Originally posted on February 5, 2015, on LindaSuskie.com
A recent study by Hart Research Associates for the Association of American Colleges & Universities found, among many other things, that only about a quarter of employers are satisfied with the creative and innovative skills of recent college graduates. Why are college graduates so dismal in this respect? Throughout their education, from grade school through college, in most classes, the way to get a good grade is to do what the teacher says: read this assignment, do this homework, write a paper on this topic with these sections, develop a class presentation with these elements. Faculty who teach general education courses in the creative arts—art, theater, creative writing, even graphic design—have told me that students hate taking those courses because they have no experience in “thinking outside the box.”
How can we encourage creativity and innovative thinking? Simply building it into our grading expectations can help. The first time I used a rubric, many, many years ago, I gave it to my class with their assignment, and the papers I received were competent but flat and uninspired. I had to give the best papers A’s because that was what the rubric indicated they should earn, but I was disappointed.

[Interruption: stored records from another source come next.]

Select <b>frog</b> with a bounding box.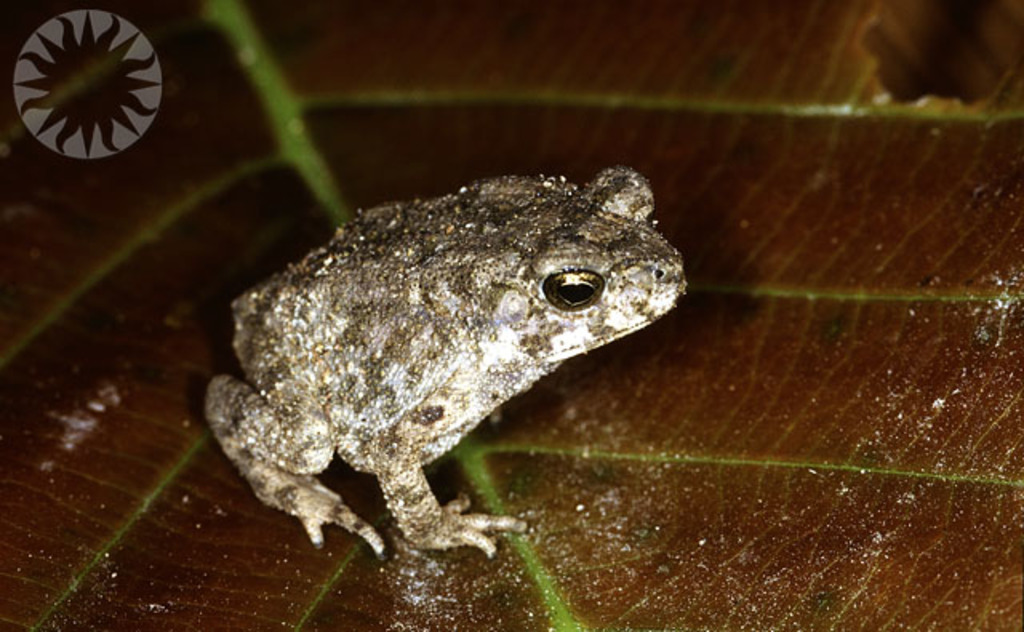
208/170/690/560.
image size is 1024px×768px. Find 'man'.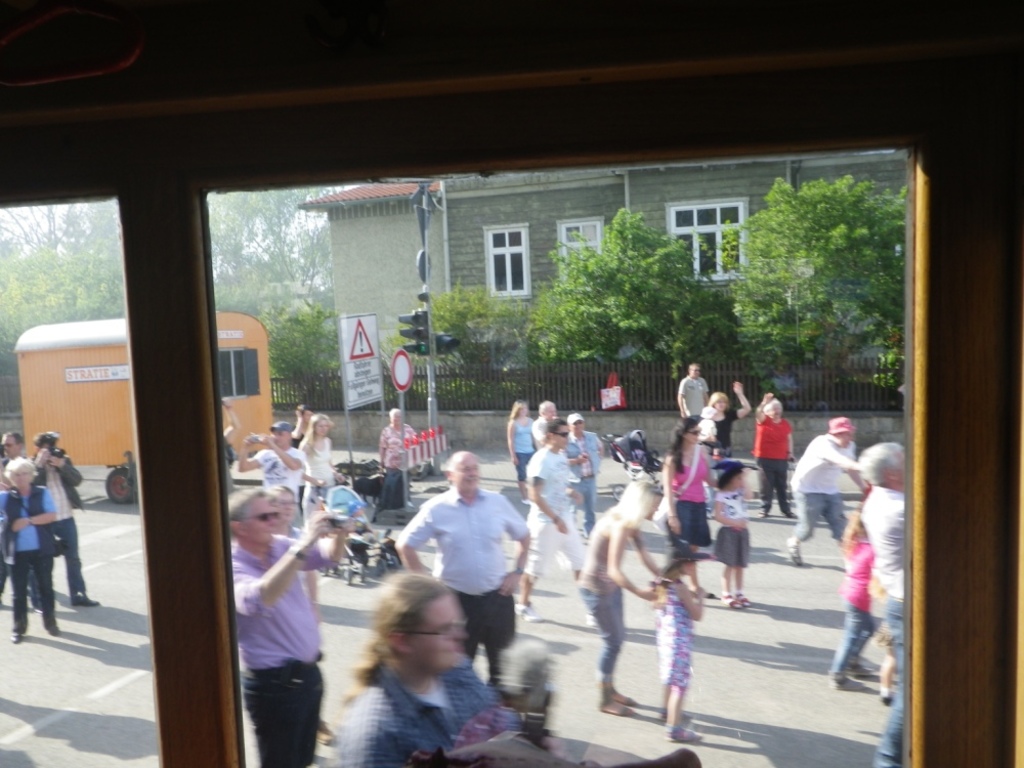
Rect(779, 420, 864, 572).
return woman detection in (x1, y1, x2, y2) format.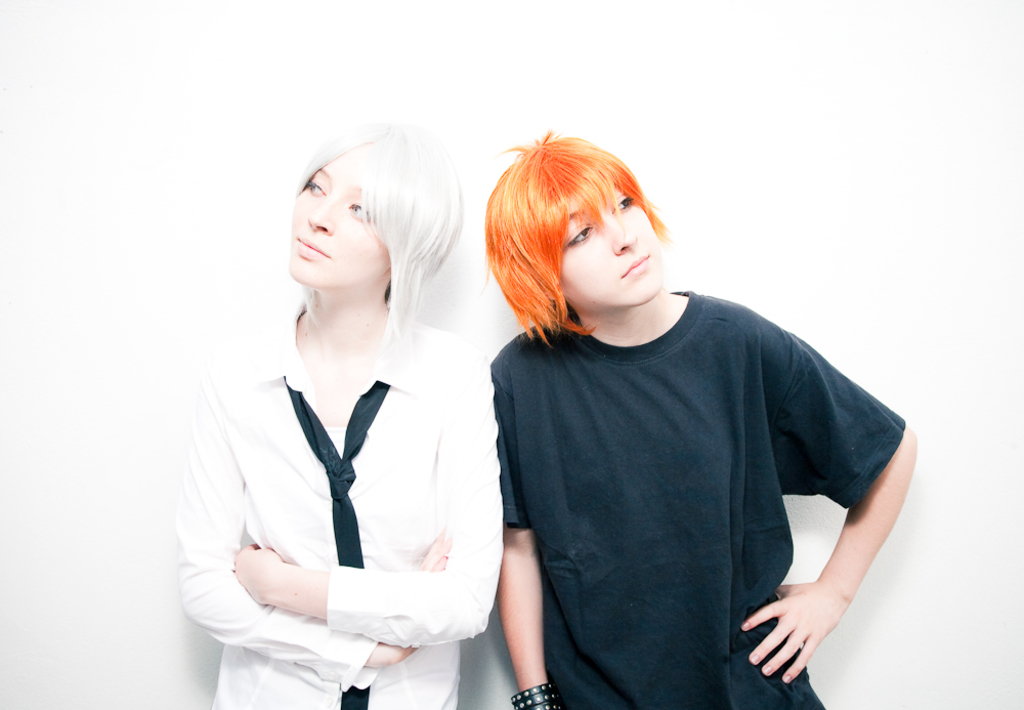
(167, 117, 535, 691).
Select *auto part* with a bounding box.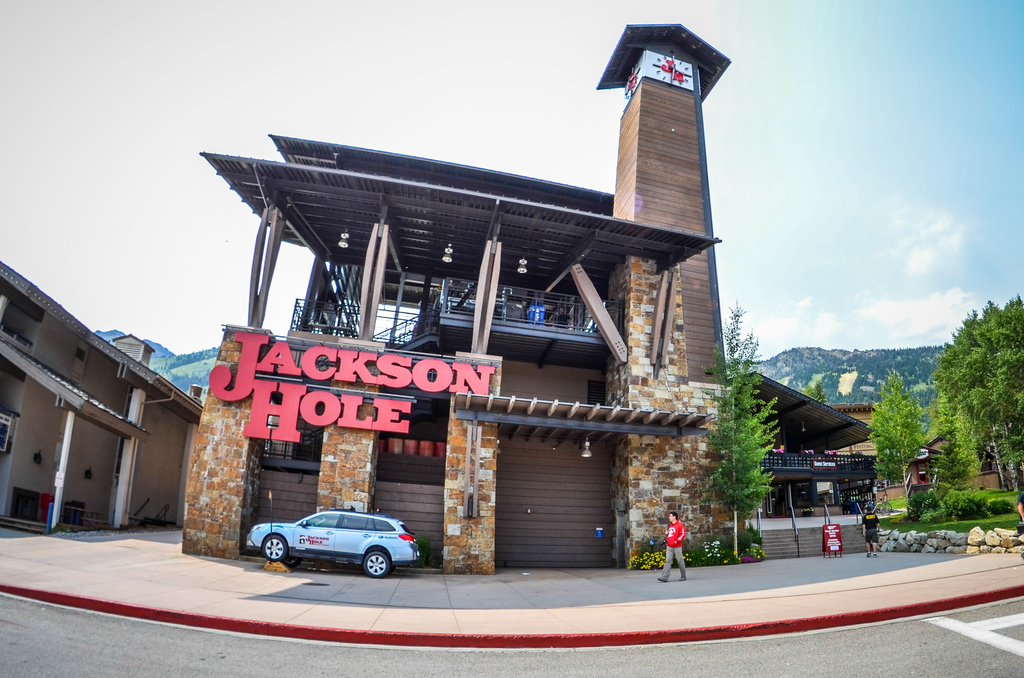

The next time I taught the course, I changed the rubric so that all the previous elements earned only 89 points. The remaining points were for a fairly vague category I labeled “Creative or innovative ideas or insight.” Problem solved! The A papers were exactly what I was hoping for.
Now this was a graduate course, and just putting something on a rubric won’t be enough to help many first-year students. This is where collaborative learning comes into play. Put students into small groups with a provocative, inspiring question for them to discuss, and watch the ideas start to fly.